The project also will develop and test a new research method by using a novel quantitative methodology, computational text analysis. The research project and professional development plan will support a research trajectory aimed at using computational text analysis to examine how variations in parents’ speech impact children’s downstream outcomes, such as scientific thinking and STEM participation using longitudinal research designs.
The project will position the investigator to explore potential malleable factors associated with gender differences in STEM outcomes, with the goal of proposing targeted interventions to broaden representation in STEM for all learners.
The project will be guided by the sociocultural theory of learning and development, gender schema theory to contextualize why parents may communicate about STEM differently with boys versus girls, and expectancy theory to explain how gender differences in parents’ beliefs and behaviors may impact children’s future STEM motivation and persistence.
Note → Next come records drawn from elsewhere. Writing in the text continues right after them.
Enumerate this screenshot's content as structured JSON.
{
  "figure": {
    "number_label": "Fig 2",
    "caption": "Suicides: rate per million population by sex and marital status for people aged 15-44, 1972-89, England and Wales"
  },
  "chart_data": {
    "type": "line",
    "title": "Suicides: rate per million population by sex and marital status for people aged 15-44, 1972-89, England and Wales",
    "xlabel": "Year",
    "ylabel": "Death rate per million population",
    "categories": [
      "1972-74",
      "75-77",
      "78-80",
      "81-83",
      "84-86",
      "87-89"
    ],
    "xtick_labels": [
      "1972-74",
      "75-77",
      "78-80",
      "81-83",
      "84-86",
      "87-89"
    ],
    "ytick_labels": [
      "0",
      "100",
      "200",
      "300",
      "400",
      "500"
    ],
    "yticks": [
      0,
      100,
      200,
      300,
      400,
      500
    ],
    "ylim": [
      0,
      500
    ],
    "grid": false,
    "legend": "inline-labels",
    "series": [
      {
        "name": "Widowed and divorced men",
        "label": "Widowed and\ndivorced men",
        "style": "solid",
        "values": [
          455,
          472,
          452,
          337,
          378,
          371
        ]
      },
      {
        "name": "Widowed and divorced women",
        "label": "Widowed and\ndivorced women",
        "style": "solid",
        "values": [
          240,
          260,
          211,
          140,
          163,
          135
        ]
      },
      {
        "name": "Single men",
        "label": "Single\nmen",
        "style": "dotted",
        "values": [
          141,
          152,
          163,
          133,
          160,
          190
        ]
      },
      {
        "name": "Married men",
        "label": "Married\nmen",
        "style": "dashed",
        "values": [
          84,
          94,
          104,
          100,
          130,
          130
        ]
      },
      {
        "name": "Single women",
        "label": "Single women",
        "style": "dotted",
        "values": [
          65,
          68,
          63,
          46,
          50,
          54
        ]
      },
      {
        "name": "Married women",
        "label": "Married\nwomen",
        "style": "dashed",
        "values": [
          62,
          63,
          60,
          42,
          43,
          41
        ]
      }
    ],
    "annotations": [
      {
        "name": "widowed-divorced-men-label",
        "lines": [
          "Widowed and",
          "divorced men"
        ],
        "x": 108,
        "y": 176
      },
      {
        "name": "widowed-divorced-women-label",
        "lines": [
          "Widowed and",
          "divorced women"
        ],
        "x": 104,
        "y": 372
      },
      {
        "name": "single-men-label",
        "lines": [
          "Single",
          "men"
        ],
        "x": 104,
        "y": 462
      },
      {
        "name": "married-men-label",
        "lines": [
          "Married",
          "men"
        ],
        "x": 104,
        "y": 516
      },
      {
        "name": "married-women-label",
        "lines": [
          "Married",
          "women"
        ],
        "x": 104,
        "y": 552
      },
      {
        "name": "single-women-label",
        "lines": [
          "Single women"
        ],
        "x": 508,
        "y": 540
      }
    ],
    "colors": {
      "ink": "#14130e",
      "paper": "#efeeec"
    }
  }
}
The investigator will examine three research questions: (1) Are there differences in parents’ use of STEM language based on whether the parent is interacting with their son or daughter? (2) What family characteristics moderate associations between parents’ STEM language and child gender? and (3) How reliable is computational text analysis compared to manual coding approaches for identifying parental STEM language?
Videotapes and survey data of demographic constructs, science attitudes, and gender schemas will be collected for 80 families. Transcripts from both sources will be compiled into one corpus for analysis. Computational text analysis will be used to determine whether parents’ use of STEM-related words and topics differ when speaking to their sons versus daughters.
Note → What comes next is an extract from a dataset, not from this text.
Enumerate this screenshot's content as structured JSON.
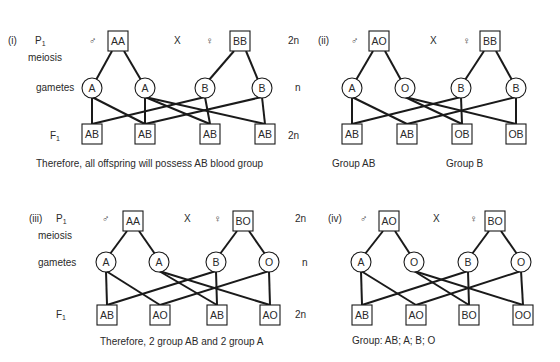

The investigator will use the open-source R statistical modeling language to perform the entire text analysis workflow. The research findings will advance core knowledge about the processes underlying how STEM stereotypes are transmitted from parents to young children.
This project is supported by the ECR: Building Capacity in STEM Education Research competition of the EHR Core Research (ECR) Program. ECR funds fundamental research focused on STEM learning and learning environments, building capacity in STEM fields, and STEM workforce development.
This award reflects NSF's statutory mission and has been deemed worthy of support through evaluation using the Foundation's intellectual merit and broader impacts review criteria.